For a long time to come people will write mighty books to prove that this or that or the other person brought about the war. The Socialists will publish volumes in which they will accuse the "capitalists" of having brought about the war for "commercial gain." The capitalists will answer that they lost infinitely more through the war than they made--that their children were among the first to go and fight and be killed--and they will show how in every country the bankers tried their very best to avert the outbreak of hostilities. French historians will go through the register of German sins from the days of Charlemagne until the days of William of Hohenzollern and German historians will return the compliment and will go through the list of French horrors from the days of Charlemagne until the days of President Poincare. And then they will establish to their own satisfaction that the other fellow was guilty of "causing the war." Statesmen, dead and not yet dead, in all countries will take to their typewriters and they will explain how they tried to avert hostilities and how their wicked opponents forced them into it.

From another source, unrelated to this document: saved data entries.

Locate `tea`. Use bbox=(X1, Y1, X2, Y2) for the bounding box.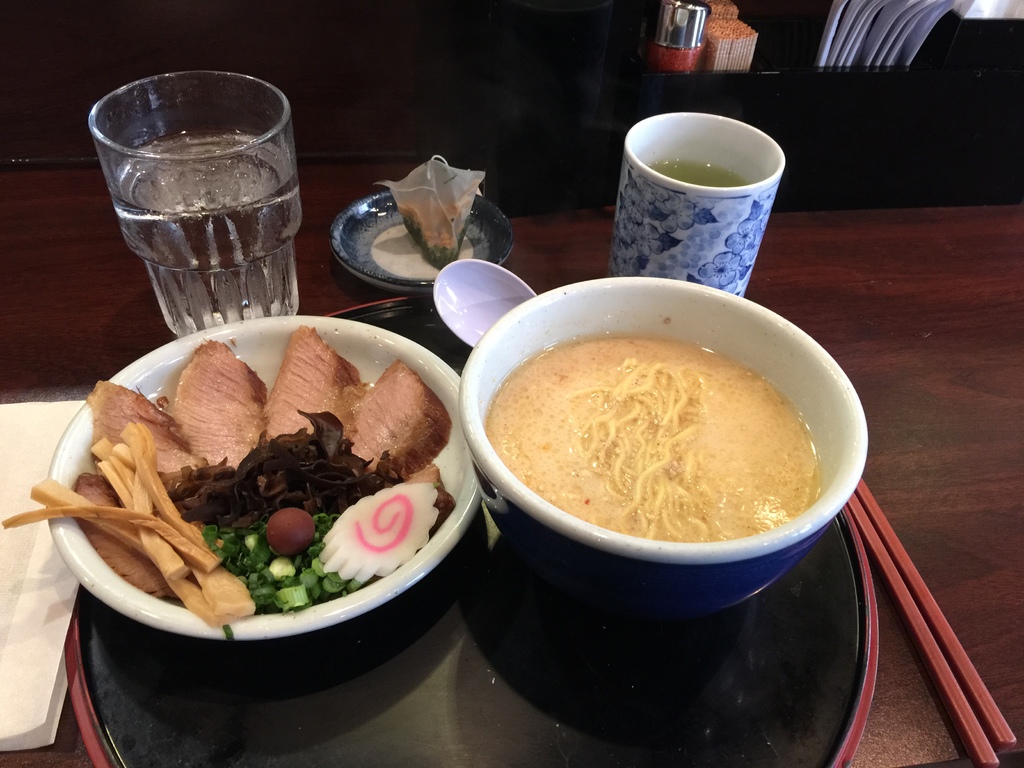
bbox=(644, 163, 757, 192).
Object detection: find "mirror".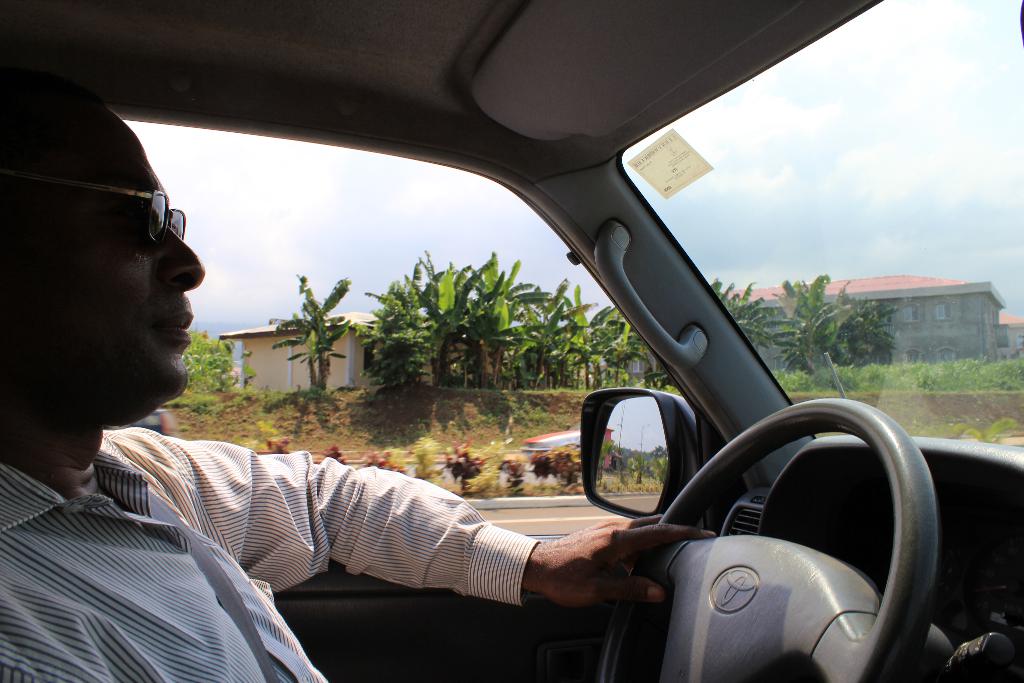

The historian, a hundred years hence, will not bother about these apologies and vindications. He will understand the real nature of the underlying causes and he will know that personal ambitions and personal wickedness and personal greed had very little to do with the final outburst. The original mistake, which was responsible for all this misery, was committed when our scientists began to create a new world of steel and iron and chemistry and electricity and forgot that the human mind is slower than the proverbial turtle, is lazier than the well-known sloth, and marches from one hundred to three hundred years behind the small group of courageous leaders.
A Zulu in a frock coat is still a Zulu. A dog trained to ride a bicycle and smoke a pipe is still a dog. And a human being with the mind of a sixteenth century tradesman driving a 1921 Rolls-Royce is still a human being with the mind of a sixteenth century tradesman.
If you do not understand this at first, read it again. It will become clearer to you in a moment and it will explain many things that have happened these last six years.
Perhaps I may give you another, more familiar, example, to show you what I mean. In the movie theatres, jokes and funny remarks are often thrown upon the screen. Watch the audience the next time you have a chance. A few people seem almost to inhale the words. It takes them but a second to read the lines. Others are a bit slower. Still others take from twenty to thirty seconds. Finally those men and women who do not read any more than they can help, get the point when the brighter ones among the audience have already begun to decipher the next cut-in. It is not different in human life, as I shall now show you.